Specialized signals emitted by competing males often convey honest information about fighting ability. It is generally believed that receivers use these signals to directly assess their opponents. Here, we demonstrate an alternative communication strategy used by males in a breeding system where the costs of conflict are extreme. We evaluated the acoustic displays of breeding male northern elephant seals ( Mirounga angustirostris ), and found that social knowledge gained through prior experience with signallers was sufficient to maintain structured dominance relationships. Using sound analysis and playback experiments with both natural and modified signals, we determined that males do not rely on encoded information about size or dominance status, but rather learn to recognize individual acoustic signatures produced by their rivals. Further, we show that behavioural responses to competitors' calls are modulated by relative position in the hierarchy: the highest ranking (alpha) males defend their harems from all opponents, whereas mid-ranking (beta) males respond differentially to familiar challengers based on the outcome of previous competitive interactions. Our findings demonstrate that social knowledge of rivals alone can regulate dominance relationships among competing males within large, spatially dynamic social groups, and illustrate the importance of combining descriptive and experimental methods when deciphering the biological relevance of animal signals.


1992 ◽  
Vol 263 (3) ◽  
pp. E570-E574
Author(s):  
S. H. Adams ◽  
D. P. Costa ◽  
S. C. Winter

Maintenance of adequate body carnitine stores is a requisite for fasting mammals, whose energy is derived mainly from free fatty acid oxidation. The impact of longterm fasting on carnitine status is unclear, and there have been no reports of carnitine during naturally occurring fasts.

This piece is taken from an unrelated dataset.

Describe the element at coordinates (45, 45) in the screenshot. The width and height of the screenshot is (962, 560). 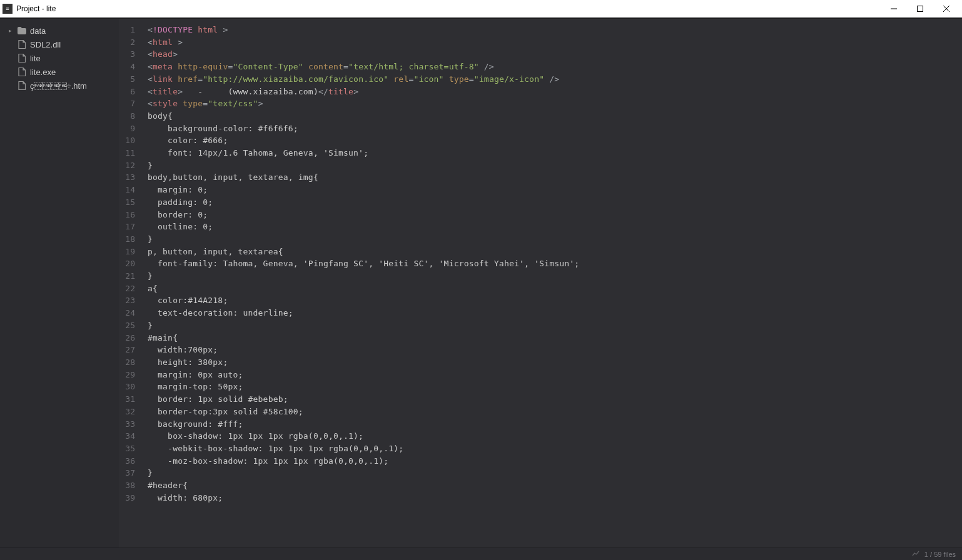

Total (TC), free (FC), and acylated (AC) plasma carnitine levels were determined in 10 weaned and 11 adult northern elephant seals (Mirounga angustirostris) during natural fasts lasting from 1 to 3 mo. In pups, TC declined little and AC increased only slightly [P greater than 0.05, analysis of variance (ANOVA)] through 11 wk of fasting. Plasma FC dropped by 53 and 26% from week 1 values at 10 and 11 wk fasting, respectively (P = 0.014, ANOVA). The AC/FC ratio did not approach 1.0 until 7 wk of fasting. TC was 38.6 +/- 1.4 microM and 47.6 +/- 4.1 microM in adult females and males, respectively. Adult AC/FC ratios were 0.71 +/- 0.10 (females) and 0.08 +/- 0.04 (males). Plasma TC status is not negatively affected by extended fasting in adult and weaned northern elephant seals. These data support the hypothesis that fasting northern elephant seals defend plasma TC and maintain an attenuated AC/FC ratio well into their prolonged natural fast.